The forms of the verbs used in this verse (the temper had tempted you…our labor would be in vain
) are significant. The first verb is in the indicative mood, indicating a measure of certainty with regard to Satan’s temptations, but the second is in the subjunctive mood, indicating that Paul was uncertain whether the Thessalonians had turned away from Christ.1,2 Though Paul by no means expected the Thessalonians to fall away from the faith, he nevertheless seems to suggest that it may have been a possibility. This seems to create some tension with the confidence expressed in 1 Thessalonians 1:4–5; 1 Thessalonians 2:12; and 1 Thessalonians 5:9, 1 Thessalonians 5:23 regarding the believers’ election, calling, and perseverance, a tension which can be found more widely in the New Testament between warning passages like Hebrews 2:1–3; Hebrews 3:12; Hebrews 4:1, etc. and passages of assurance like John 10:28–29; Romans 8:28–39; Philippians 1:6, etc.3,4
For centuries, Christians and theologians have been exercised by the tension between the so-called warning passages and passages which assure believers of their election and final salvation. It is obviously not possible to do justice to the issue here, but it may help to make the following two comments. Firstly, it is possible for a person to profess faith in Christ without being truly born-again. God’s assurances to believers are not compromised in any way if such a person turns away from his profession, since he was not truly a believer in the first place (cf. John 6:60–66). Secondly, Paul’s urgent desire to see the Thessalonian believers and encourage them in their faith does not stand at odds with his confidence that God had chosen them and would preserve them. One should rather understand Paul’s (and Timothy’s) pastoral care as one of the means which God used to preserve them in their faith. In other words, God works through means; the fact that means are used (in this case, Paul’s concern and encouragement) does not mean that God is not at work.5
5 For this reason, when I could bear it no longer, I sent to learn about your faith, for fear that somehow the tempter had tempted you and our labor would be in vain.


## Directions for this task
Would you copy the records exactly, leaving the pictures out?

[Excerpts from a dataset]
·····

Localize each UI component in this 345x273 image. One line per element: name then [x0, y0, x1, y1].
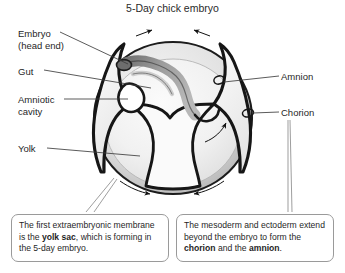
label-gut: Gut [18, 66, 33, 78]
label-embryo: Embryo (head end) [18, 28, 64, 51]
callout-right-text: The mesoderm and ectoderm extend beyond … [184, 220, 326, 255]
label-amniotic-line1: Amniotic [18, 94, 54, 105]
label-amnion-line1: Amnion [281, 71, 313, 82]
label-amniotic-line2: cavity [18, 106, 54, 118]
label-amnion: Amnion [281, 71, 313, 83]
label-gut-line1: Gut [18, 66, 33, 77]
figure-root: 5-Day chick embryo Embryo (head end) Gut… [0, 0, 345, 273]
tail-left-b [94, 179, 117, 212]
figure-title: 5-Day chick embryo [0, 3, 345, 15]
embryo-head-end [117, 60, 132, 71]
arrow-top-left [136, 30, 152, 36]
label-chorion: Chorion [281, 107, 314, 119]
leader-chorion [253, 112, 279, 113]
label-chorion-line1: Chorion [281, 107, 314, 118]
callout-box-yolk-sac: The first extraembryonic membrane is the… [11, 214, 169, 262]
label-yolk: Yolk [18, 143, 36, 155]
label-amniotic-cavity: Amniotic cavity [18, 94, 54, 117]
callout-box-chorion-amnion: The mesoderm and ectoderm extend beyond … [176, 214, 334, 262]
label-yolk-line1: Yolk [18, 143, 36, 154]
label-embryo-line1: Embryo [18, 28, 51, 39]
tail-left-a [86, 178, 114, 212]
callout-left-text: The first extraembryonic membrane is the… [19, 220, 161, 255]
arrow-top-right [194, 30, 210, 36]
label-embryo-line2: (head end) [18, 40, 64, 52]
tail-right-b [290, 120, 292, 212]
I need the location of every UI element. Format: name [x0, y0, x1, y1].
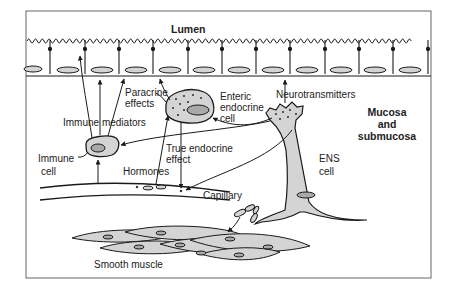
- label-enteric-endocrine-cell: Enteric endocrine cell: [220, 91, 264, 124]
- label-line: effect: [166, 154, 233, 165]
- label-capillary: Capillary: [203, 190, 242, 201]
- label-line: Paracrine: [125, 87, 168, 98]
- label-neurotransmitters: Neurotransmitters: [276, 89, 355, 100]
- label-line: True endocrine: [166, 143, 233, 154]
- label-line: cell: [38, 165, 74, 178]
- enteric-endocrine-cell: [166, 90, 214, 123]
- label-hormones: Hormones: [123, 166, 169, 177]
- label-line: endocrine: [220, 102, 264, 113]
- label-line: cell: [319, 165, 340, 178]
- label-smooth-muscle: Smooth muscle: [94, 259, 163, 270]
- label-mucosa-submucosa: Mucosa and submucosa: [357, 106, 417, 142]
- label-true-endocrine-effect: True endocrine effect: [166, 143, 233, 165]
- label-line: and: [357, 118, 417, 130]
- label-lumen: Lumen: [171, 24, 205, 35]
- label-line: cell: [220, 113, 264, 124]
- label-line: Enteric: [220, 91, 264, 102]
- label-immune-mediators: Immune mediators: [63, 117, 146, 128]
- label-ens-cell: ENS cell: [319, 152, 340, 178]
- label-line: Immune: [38, 152, 74, 165]
- label-line: ENS: [319, 152, 340, 165]
- label-immune-cell: Immune cell: [38, 152, 74, 178]
- label-line: effects: [125, 98, 168, 109]
- label-paracrine-effects: Paracrine effects: [125, 87, 168, 109]
- label-line: Mucosa: [357, 106, 417, 118]
- label-line: submucosa: [357, 130, 417, 142]
- immune-cell: [86, 136, 119, 157]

·····

## Exercise output
Localize each UI component in this 345x273 image. One line per element: name then [x0, y0, x1, y1].
label-gut: Gut [18, 66, 33, 78]
label-embryo: Embryo (head end) [18, 28, 64, 51]
callout-right-text: The mesoderm and ectoderm extend beyond … [184, 220, 326, 255]
label-amniotic-line1: Amniotic [18, 94, 54, 105]
label-amnion-line1: Amnion [281, 71, 313, 82]
label-amniotic-line2: cavity [18, 106, 54, 118]
label-amnion: Amnion [281, 71, 313, 83]
label-gut-line1: Gut [18, 66, 33, 77]
figure-root: 5-Day chick embryo Embryo (head end) Gut… [0, 0, 345, 273]
tail-left-b [94, 179, 117, 212]
figure-title: 5-Day chick embryo [0, 3, 345, 15]
embryo-head-end [117, 60, 132, 71]
arrow-top-left [136, 30, 152, 36]
label-chorion: Chorion [281, 107, 314, 119]
leader-chorion [253, 112, 279, 113]
label-chorion-line1: Chorion [281, 107, 314, 118]
callout-box-yolk-sac: The first extraembryonic membrane is the… [11, 214, 169, 262]
label-yolk: Yolk [18, 143, 36, 155]
label-amniotic-cavity: Amniotic cavity [18, 94, 54, 117]
callout-box-chorion-amnion: The mesoderm and ectoderm extend beyond … [176, 214, 334, 262]
label-yolk-line1: Yolk [18, 143, 36, 154]
label-embryo-line1: Embryo [18, 28, 51, 39]
tail-left-a [86, 178, 114, 212]
callout-left-text: The first extraembryonic membrane is the… [19, 220, 161, 255]
arrow-top-right [194, 30, 210, 36]
label-embryo-line2: (head end) [18, 40, 64, 52]
tail-right-b [290, 120, 292, 212]
I need the location of every UI element. Format: name [x0, y0, x1, y1].
- label-enteric-endocrine-cell: Enteric endocrine cell: [220, 91, 264, 124]
- label-line: effect: [166, 154, 233, 165]
- label-capillary: Capillary: [203, 190, 242, 201]
- label-line: Paracrine: [125, 87, 168, 98]
- label-neurotransmitters: Neurotransmitters: [276, 89, 355, 100]
- label-line: True endocrine: [166, 143, 233, 154]
- label-line: cell: [38, 165, 74, 178]
- enteric-endocrine-cell: [166, 90, 214, 123]
- label-hormones: Hormones: [123, 166, 169, 177]
- label-line: endocrine: [220, 102, 264, 113]
- label-line: cell: [319, 165, 340, 178]
- label-smooth-muscle: Smooth muscle: [94, 259, 163, 270]
- label-mucosa-submucosa: Mucosa and submucosa: [357, 106, 417, 142]
- label-true-endocrine-effect: True endocrine effect: [166, 143, 233, 165]
- label-line: and: [357, 118, 417, 130]
- label-lumen: Lumen: [171, 24, 205, 35]
- label-line: cell: [220, 113, 264, 124]
- label-line: Enteric: [220, 91, 264, 102]
- label-immune-mediators: Immune mediators: [63, 117, 146, 128]
- label-ens-cell: ENS cell: [319, 152, 340, 178]
- label-line: Immune: [38, 152, 74, 165]
- label-line: ENS: [319, 152, 340, 165]
- label-immune-cell: Immune cell: [38, 152, 74, 178]
- label-line: effects: [125, 98, 168, 109]
- label-paracrine-effects: Paracrine effects: [125, 87, 168, 109]
- label-line: Mucosa: [357, 106, 417, 118]
- label-line: submucosa: [357, 130, 417, 142]
- immune-cell: [86, 136, 119, 157]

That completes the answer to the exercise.